Loops
A white and glossy thing
sends a signal to my myopic eyes.
The wind sways the sheet
of codes hanging on my
neighbour's clothesline.
The midday waiting for the rain rolls into
late afternoon waiting.
From the first floor boudoir
I see and do not - a pair of shears
hidden in the green,
some shrapnel of bad mood
spilled through the bad wood
of an old drawer.
I try to decipher, and you smile,
"No. No. No. Not all the codes
convey a meaning."
The Dry Spell
It hasn't been raining since it had.
I sound vague? You haven't stared at
the spearhead of a midday road.
You haven't tried to track rain and heard
the summer roar.
Everything set for the rain - that cup of tea,
those books and music, social media posts,
bad mood, sudden sex, uprooted sadness
that breathes on and perishes at the same time -
all hold a bowl.
No noise, tune, ting - the bowl remains
an arch of aching. It waits.
Nothing is nothingness; even a dry spell
gets wet with our sweating.
Halo- rainbow around my sins
(To Robert Frede Kenter)
A halo-rainbow surrounds my sins,
its glow almost motherly callous
and concerned as if she stands in
our longevous balcony and see
us playing soccer in the street
without watching us, and hence we
can be the truants from good behaviour,
moral language.
I blink. I cannot remember a rainbow
in my life let alone a halo around the sun.
I murmur, "Forgive me for leading
a monochrome life." Cold breeze
feels for my pulses, touches my neck.
"Am I alive?" I desire to ask and decides not to.
The grass smells of a memory falling
from a great height, from the parapet of Eden.
The air thronged with the particles
reminds me of how the crows circle and scream
when one of them falls. Light has fallen.
It is sundown soon. I can call you Rob
and say, "Slainté Mhaith." or hear
the sobbing water of a lake nearby.
The Obscene Gesture of A Milestone
Although the lines these lanes draw
meet at the eternity
We do not see that while parallel-driving.
Then, our ignorance holds more truths
than some knowledge and a theory.
We pass a few grazing cows, drills,
a mill without a single operating hand
and some trees withered and waiting.
As we drive the first rain hits
our car roofs as if
clouds have borne
the long-term wait's weight until
We drive past a certain milestone.
Shouldn't it state the distance to eternity?
Instead, one digit almost erased
expresses an obscenity.
Where The Nuclear Power Plant Melted Down
I hear the footsteps, do not turn, murmur,
"There, they say, roams a wolf, lone,
near the core, in the epicentre."
" I know. " Says the wolf.
I steal a peek and lower my eyes.
The beast of this radioactive zone
looks like a deformed reincarnation
of my old man.
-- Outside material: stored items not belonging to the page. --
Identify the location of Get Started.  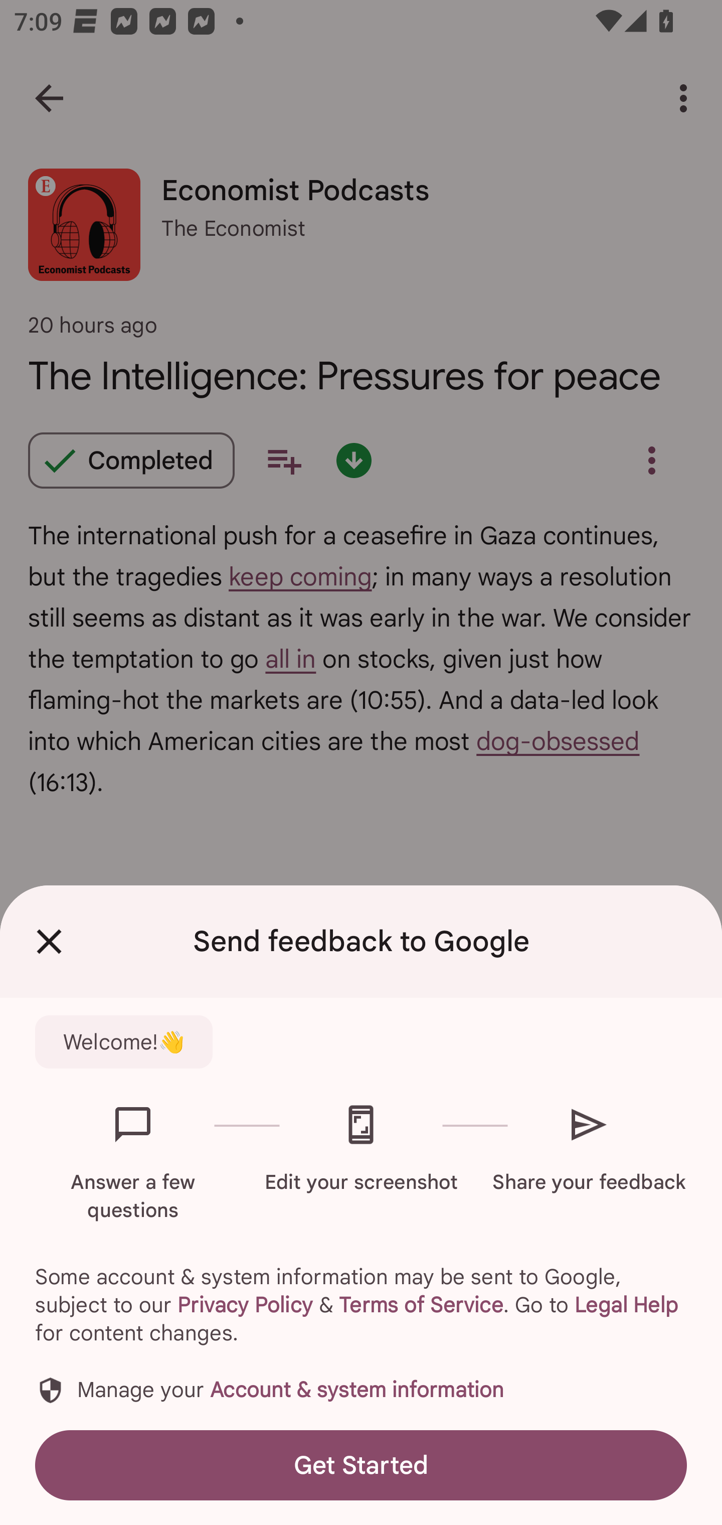
(361, 1465).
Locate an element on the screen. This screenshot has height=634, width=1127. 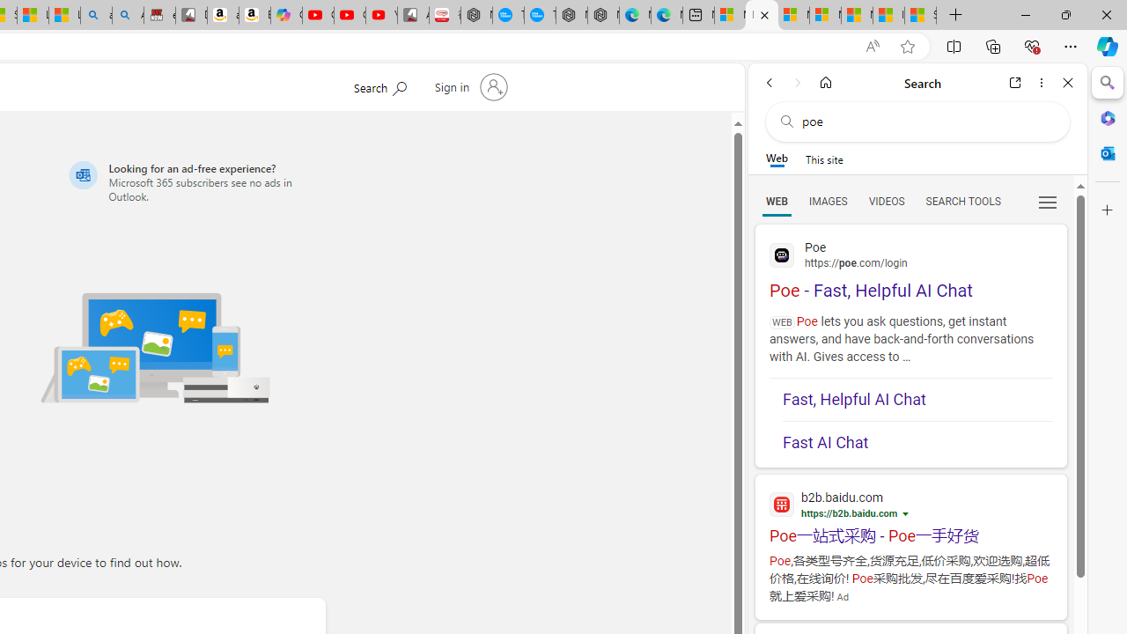
Fast AI Chat is located at coordinates (917, 442).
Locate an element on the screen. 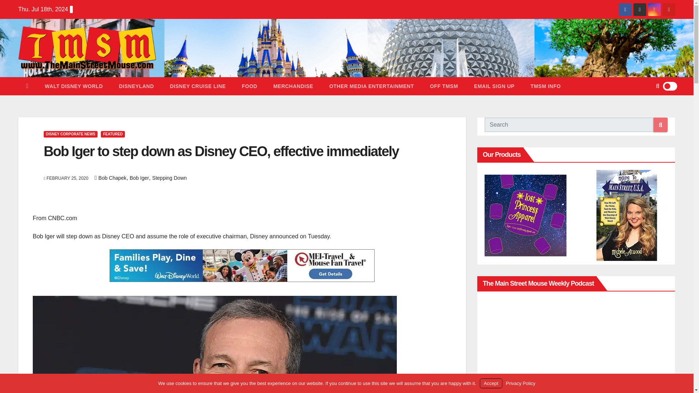  Merchandise is located at coordinates (293, 86).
I close my eyes.
If you gaze at the wolf long enough
the wolf will leave a trace of it inside you.
Ashes still fly when wind so desires.
My hazmat suit makes me a traveller
in space sent in a sleep capsule,
and now that I have seen and reported
about the ruin they no longer need my existence.
Kushal
Poddar, the author of 'Postmarked Quarantine' has eight books to his credit. He
is a journalist, father, and the editor of 'Words Surfacing’. His works have
been translated into twelve languages.